The M54Hi recovery disk found at http://ftp.mpoli.fi/pub/hardware/ROM/OTHER/ has three files: "BBCMD.COM", "BBDOS.SYS", "OLDBIOS.BIN". I replaced "OLDBIOS.BIN" with 4.05.10b BIOS file. When I used this disk, I could hear a beep and then the floppy drive light was kept on without any sound from PC speak. After several minutes I rebooted the computer and still could not boot.

The M55Hi-Plus Rev D recovery disk found at https://www.driverguide.com/driver/detail.php … driverid=161893 has four files: "MINIDOS.SYS", "BIOS.ROM", "PHLASH.EXE", "PLATFORM.BIN". I replaced "BIOS.ROM" and "PLATFORM.BIN" from the 4.05.10b file for Rev B. When I used this disk, I could not hear anything and then the floppy drive light was kept on without any sound from PC speak.

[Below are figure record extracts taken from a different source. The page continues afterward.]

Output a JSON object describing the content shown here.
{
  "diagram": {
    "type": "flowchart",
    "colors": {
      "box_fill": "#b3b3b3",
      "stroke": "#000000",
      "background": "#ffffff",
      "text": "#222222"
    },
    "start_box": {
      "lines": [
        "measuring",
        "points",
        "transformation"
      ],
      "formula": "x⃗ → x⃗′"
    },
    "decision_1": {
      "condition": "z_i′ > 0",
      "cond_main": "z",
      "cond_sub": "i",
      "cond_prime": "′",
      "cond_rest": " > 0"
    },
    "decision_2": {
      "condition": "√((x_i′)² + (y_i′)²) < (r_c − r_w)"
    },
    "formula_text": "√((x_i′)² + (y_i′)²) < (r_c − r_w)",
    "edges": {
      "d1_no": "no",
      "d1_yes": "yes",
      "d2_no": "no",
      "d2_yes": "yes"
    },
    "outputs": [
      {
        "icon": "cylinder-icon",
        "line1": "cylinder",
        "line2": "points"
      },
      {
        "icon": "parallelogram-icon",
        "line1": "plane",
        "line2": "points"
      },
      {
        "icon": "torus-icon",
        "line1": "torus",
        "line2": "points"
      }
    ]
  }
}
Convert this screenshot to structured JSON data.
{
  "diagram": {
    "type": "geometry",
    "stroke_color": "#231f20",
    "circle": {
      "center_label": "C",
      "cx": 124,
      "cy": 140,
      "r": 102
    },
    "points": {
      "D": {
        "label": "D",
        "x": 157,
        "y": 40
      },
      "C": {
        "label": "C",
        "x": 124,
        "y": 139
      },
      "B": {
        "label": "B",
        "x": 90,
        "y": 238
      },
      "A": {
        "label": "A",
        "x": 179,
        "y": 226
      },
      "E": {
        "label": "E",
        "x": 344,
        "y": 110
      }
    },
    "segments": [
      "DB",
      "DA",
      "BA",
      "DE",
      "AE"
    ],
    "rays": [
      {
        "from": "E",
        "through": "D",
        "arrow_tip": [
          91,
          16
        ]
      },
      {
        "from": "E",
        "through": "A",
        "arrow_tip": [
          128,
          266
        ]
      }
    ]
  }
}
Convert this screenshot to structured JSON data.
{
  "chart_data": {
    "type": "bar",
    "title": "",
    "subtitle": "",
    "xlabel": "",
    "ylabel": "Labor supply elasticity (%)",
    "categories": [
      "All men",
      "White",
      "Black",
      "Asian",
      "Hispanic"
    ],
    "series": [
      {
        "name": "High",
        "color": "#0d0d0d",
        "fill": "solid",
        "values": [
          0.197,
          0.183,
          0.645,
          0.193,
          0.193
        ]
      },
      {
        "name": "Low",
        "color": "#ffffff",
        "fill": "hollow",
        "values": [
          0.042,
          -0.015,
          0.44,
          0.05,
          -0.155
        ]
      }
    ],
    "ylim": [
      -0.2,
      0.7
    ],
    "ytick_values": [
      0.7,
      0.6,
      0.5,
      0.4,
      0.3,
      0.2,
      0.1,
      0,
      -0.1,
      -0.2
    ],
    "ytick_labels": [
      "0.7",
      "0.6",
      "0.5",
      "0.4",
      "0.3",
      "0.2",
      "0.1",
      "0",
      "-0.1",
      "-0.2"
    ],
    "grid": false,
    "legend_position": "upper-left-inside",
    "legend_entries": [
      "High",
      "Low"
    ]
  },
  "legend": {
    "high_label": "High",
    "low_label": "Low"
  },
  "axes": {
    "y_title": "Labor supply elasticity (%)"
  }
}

After several minutes I rebooted the computer and still could not boot.

Does any one have experience with Phoenix BIOS recovery on Micronics M55Hi-Plus or similar boards? Online sources also said that Micronics uses a different boot block format so it is not compatible with other similar Intel boards. The boot block resides at the top area and as such no jumper is needed for recovery operations. The source website of those old recovery disks "www.firmware.com" does not exist any more so it is very difficult to get any information. Thanks!

Also I heard that even if you get a black screen out of PCI video cards, the BIOS boot blocks still support ISA video cards. I'm not sure if it is true and if my board has this feature as I currently don't have an ISA video card. If an ISA video card works I can at least get some diagnostic information of why the recovery disks failed.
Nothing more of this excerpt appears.